I think people who have sadness in their life use movies to work out their sadness by seeing it in other people. You know that truism about how we see other people so much more clearly than we see ourselves? It’s true for seeing other peoples’ disorders as well. Wilbur doesn’t work for me anymore, but trichotillomania does.
Because while I was sitting for school pictures with no eyebrows, thinking I was the most insane person in the world, four percent of all people were also pulling out their hair. And while I was playing beach volleyball with shorts on because I couldn’t stop plucking pubic hair, doctors were adding Trichotillomania to the DSM as a form of OCD.
I wish I hadn’t spent so much time hating myself for plucking. I was doing fine, I just needed help with anxiety and OCD. Well, and with carpal tunnel, which is a common result of pulling hairs so obsessively for so long. So you can be sure that when I saw a reference to the movie Trichster, I was captivated. Trichster? I haven’t heard that term before. Now pulling hair is for cool kids? They get a nickname?
So, I watched the movie. It’s a great way to understand what makes people pull their own hair out. I got sad all over again about how lonely it feels to hate yourself.
Last week I watched a documentary about logging. Loggers wear earplugs so the chainsaw doesn’t make them deaf, but then they can’t hear when a tree is about to fall. So they die. One hundred loggers die each year. Should they choose deafness instead?
I also watched a documentary about the Fyre festival. It turns out the whole Frye debacle is the result of Billy McFarland’s incredible hubris, but also his incredible social media skills. Generational schadenfreude makes me giddy when the narrator focuses on the millennial need to be part of everything important — or simply imply involvement with a photo.

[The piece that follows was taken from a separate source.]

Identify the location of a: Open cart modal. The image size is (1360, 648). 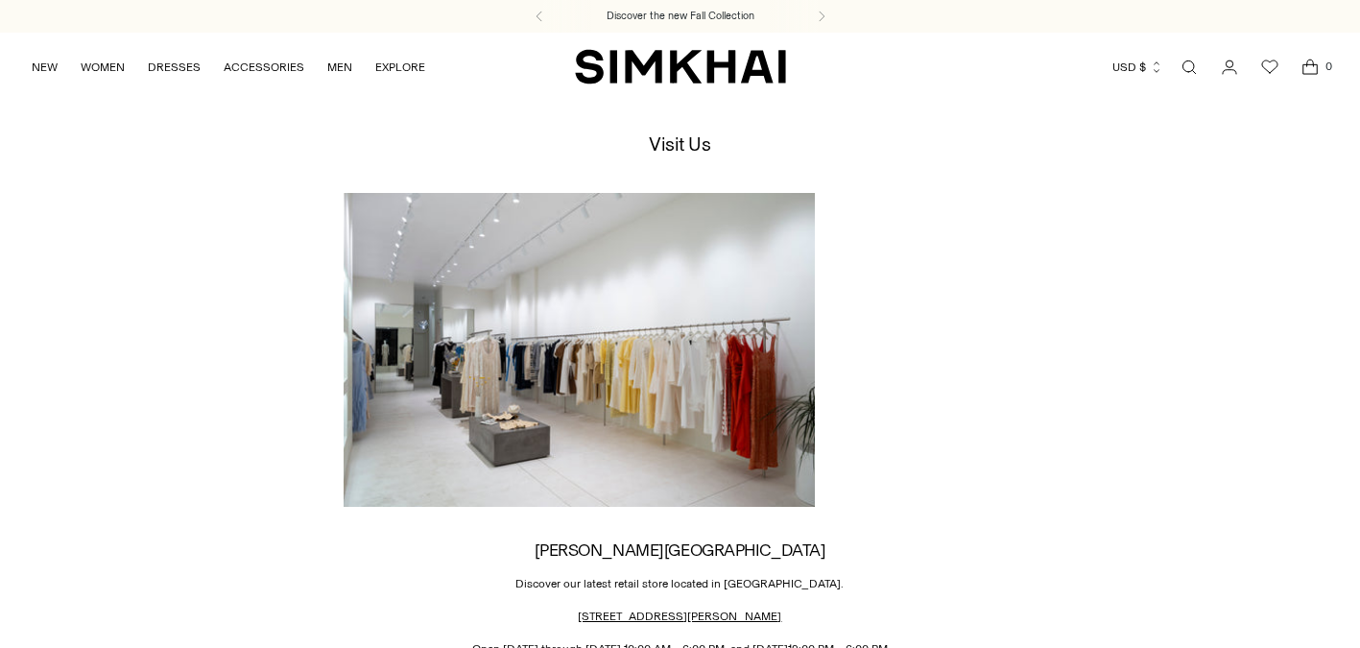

One interviewer says McFarland was always surrounded by people, but it was like there were no people because no one ever gave him useful feedback. Relying on input from other people could have saved McFarland. In another interview an influencer says it’s his job to promote his brand. When asked what his brand is, the guy says, “My brand is about happiness and wellbeing.”
Happiness and wellbeing? I hate him: so much BS.
Then I have an epiphany: my brand is about negativity and mental health! That’s where I should put my energy.
Immediately I tell my epiphany to Amelia. Because I have new ideas all the time – like they are trees and I’m a logger and I need a friend around or I’ll get hit.
She says, “What? That is not your brand. Your brand is authenticity and being true to yourself.”
I say, “Oh.” And then, “Thank you.” Because see? She saved me.